Monday, October 25, 2010

Drown

Drown is a very cohesive piece with a  consistent narrator voice throughout. However, at certain times, it is unclear whether Junot Diaz has Yunior narrating the story. One of the most poignant examples of this is in "Negocios." Also in "No Face" the narrator is obviously Ysrael, the kid whose face was eaten off by a pig when he was a baby. Junot Diaz's collection is most like Denis Johnson's "Jesus' Son" of the cycles we have read. They both have this dirty realism quality. While the stories are insightful and artistic, they also all show this dirtiness and grittiness of real life. Both of the cycles are about lower class individuals mixed up in alcohol and drugs and sex. However, the narrators in both cycles, Yunior and Fuckhead, respectively, are able to convey this poetic like language to the reader although we are painted a picture of their dirt, real world.  

Although the characters seem to be uneducated with nothing insightful or intelligent to say, there are moments when Yunior would surprise me. In "Edison, New Jersey" he shows a very advanced knowledge of history, "There are Incan Roads in the Andes that even today you couldn't work a knife between two of the cobblestones. The sewers that the Romans built in Bath were so good that they weren't replaced until the 1950s. That's the sort of thing I can believe in." Here he shows that he is actually very intelligent and knows quite a bit about something as abstract as artichectural methods of the ancient world. He is also able to analogize it to his present day situation at fixing pool tables. He takes something innovative, amazing and beautiful (the aqueducts of Rome and roads of the Incans) and is able to make a strong comparison with fixing tables. This is his reality, his dirty realism, that fixing tables to him is as much of an art and science as building aqueducts in ancient Rome. 

However, there is also that vulgarity throughout the cycle that keeps the reader placed in their dirty world. Right from the beginning in "Ysrael" the characters speak so frankly and vulgarly that its impossible to miss. This is how they speak, "He'd take the campo girls down to the dams and swim and if he was lucky they let him put it in their mouth or in their asses." And you have to remember this is a little child saying this. This statement is in stark contrast to the seemingly smart and proud man that knew so much about building aqueducts and prided himself on his skill of fixing pool tables.

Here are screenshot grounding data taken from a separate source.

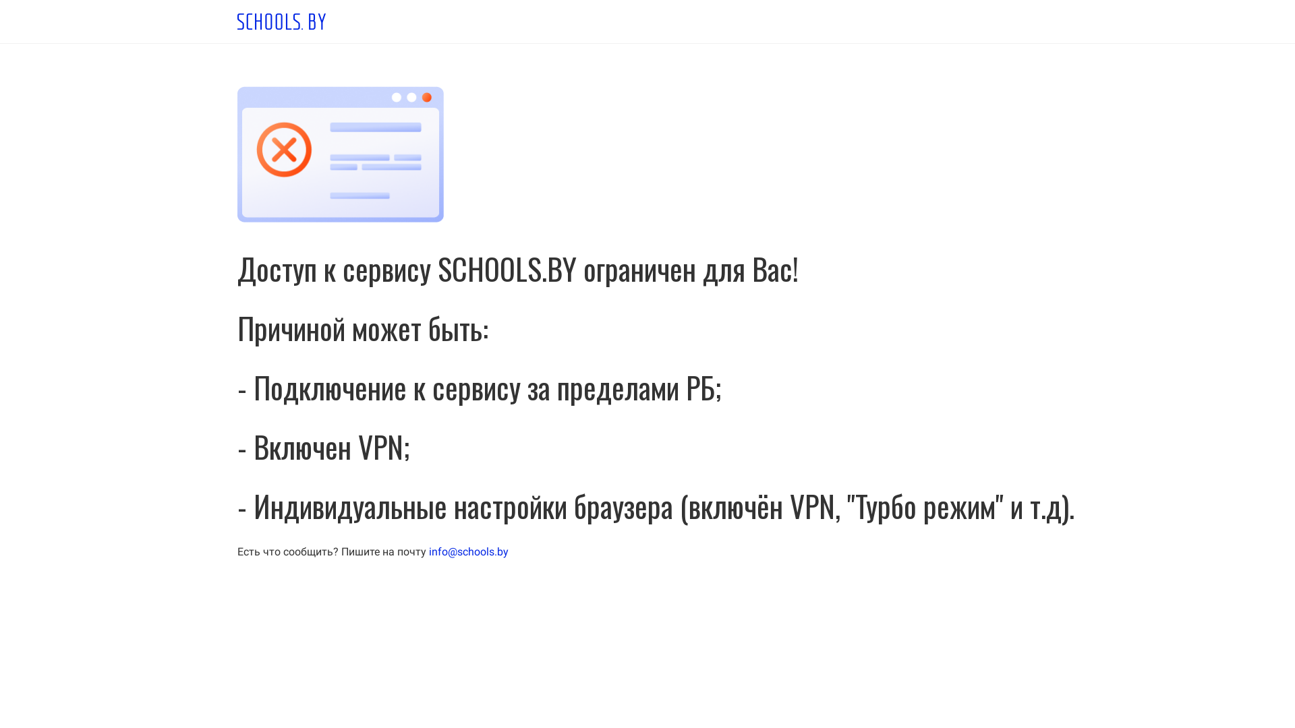  Describe the element at coordinates (469, 552) in the screenshot. I see `info@schools.by` at that location.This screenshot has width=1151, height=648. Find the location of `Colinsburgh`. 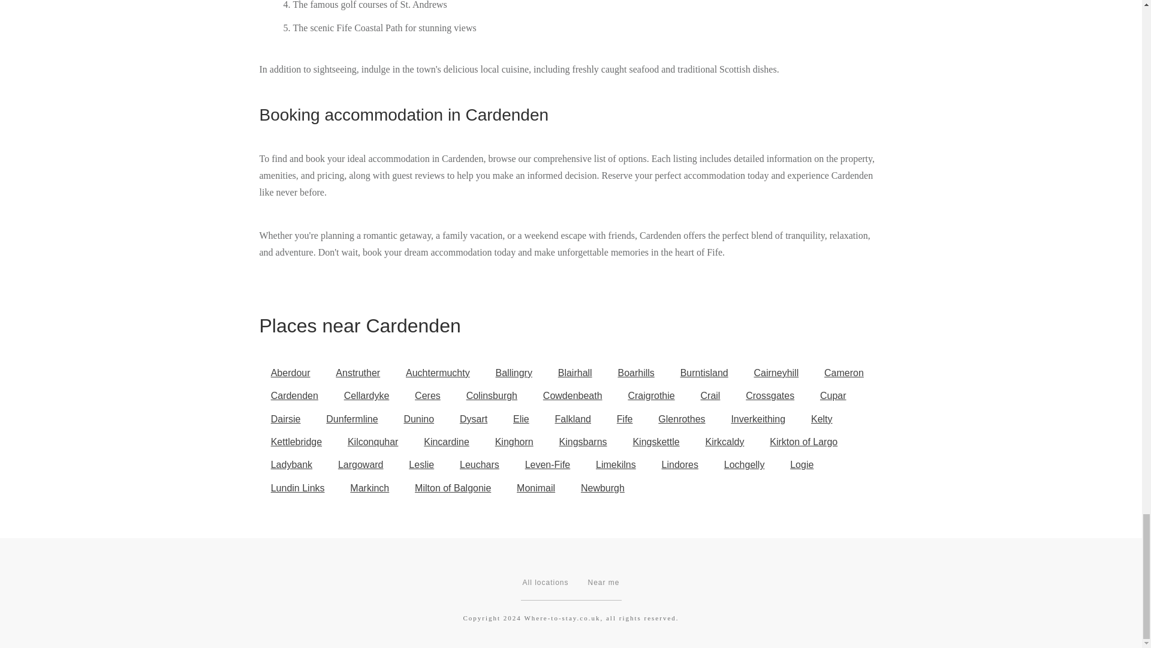

Colinsburgh is located at coordinates (492, 396).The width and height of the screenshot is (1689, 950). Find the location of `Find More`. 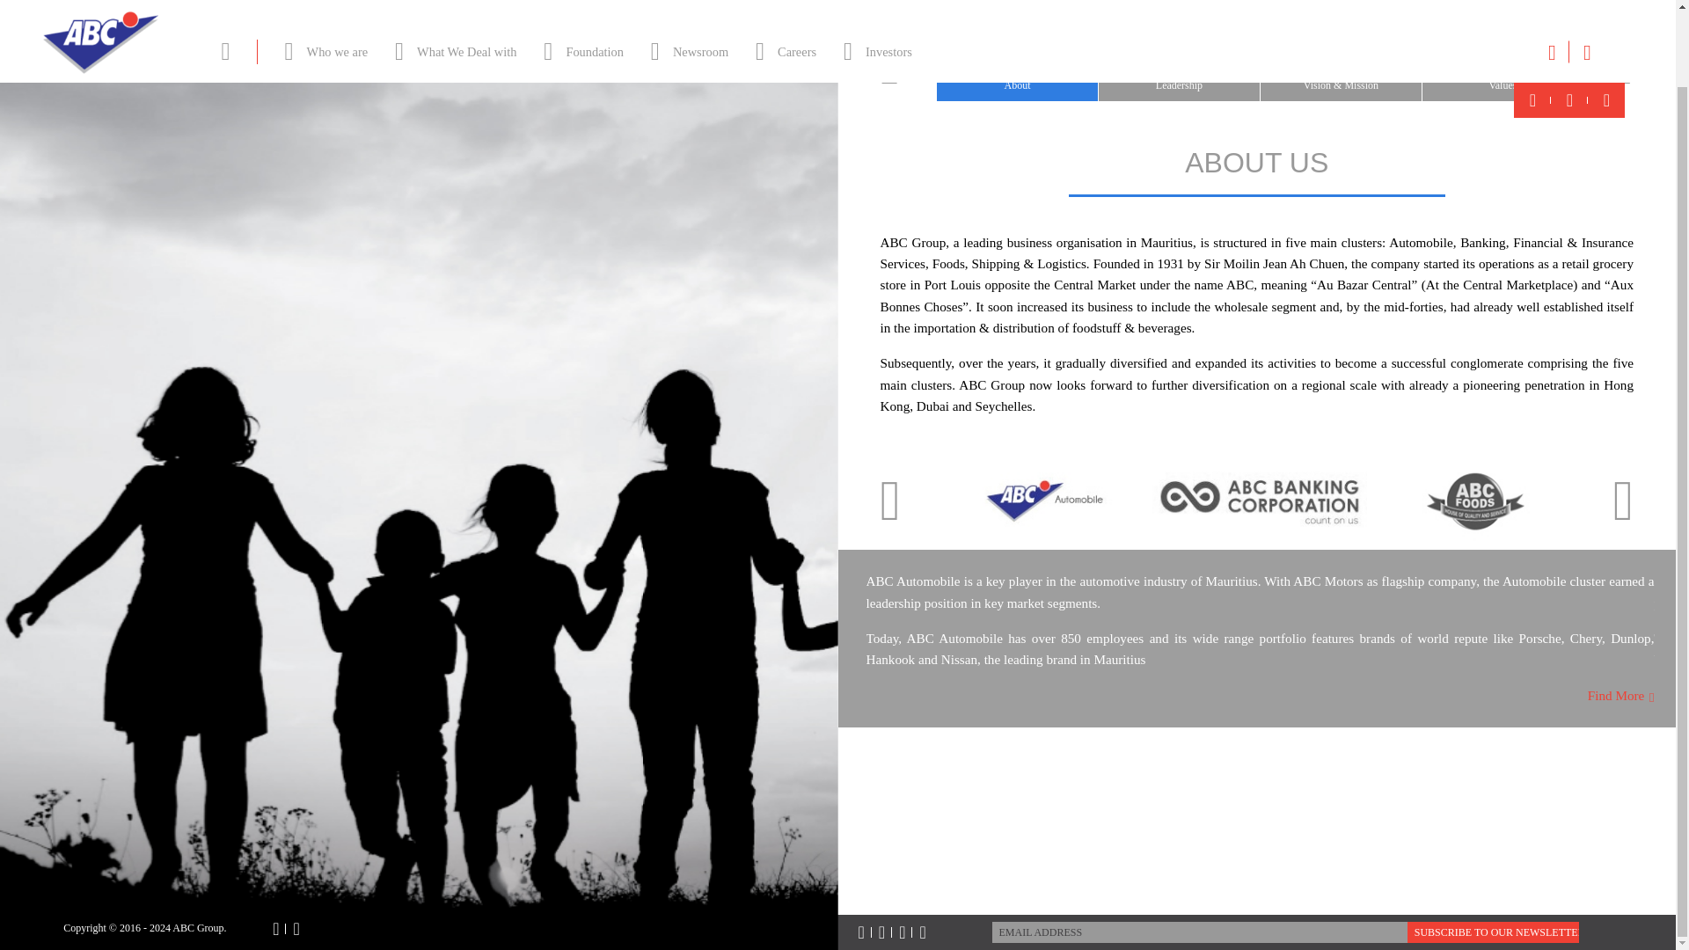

The language of Yunior and his family and friends is what makes Drown, well, Drown. Its unique to anything else we have read. Right from the opening quote we know that language will be a major theme. The quote from Gustavo Perez Firmat tells us that although he is writing in English he has failed to tell you what he wanted to tell you because he does not belong to the English language culture. He does not belong to those traditional American values. He is an outcast in the mainstream society and through his language he makes this obvious. It sets him apart from main stream America, but it keeps him and his family together, keeping their culture and traditional language of the Dominican Republic. 

In high school I remember reading Denis Johnson's "Emergency" then reading Diaz's "Aurora" and thinking to myself that "Aurora" was just a Hispanic version of "Emergency." The styles of the two authors are very similar. But, now that I have read the stories the way they were supposed to be read, inside of their respective cycles I can see how each has its own unique language and style. For my writing cycle I would like to have a distinct language and style to it. One comprable to Johnson or Diaz. I want each story in my own cycle to feel similar to one that precedes and succeeds it.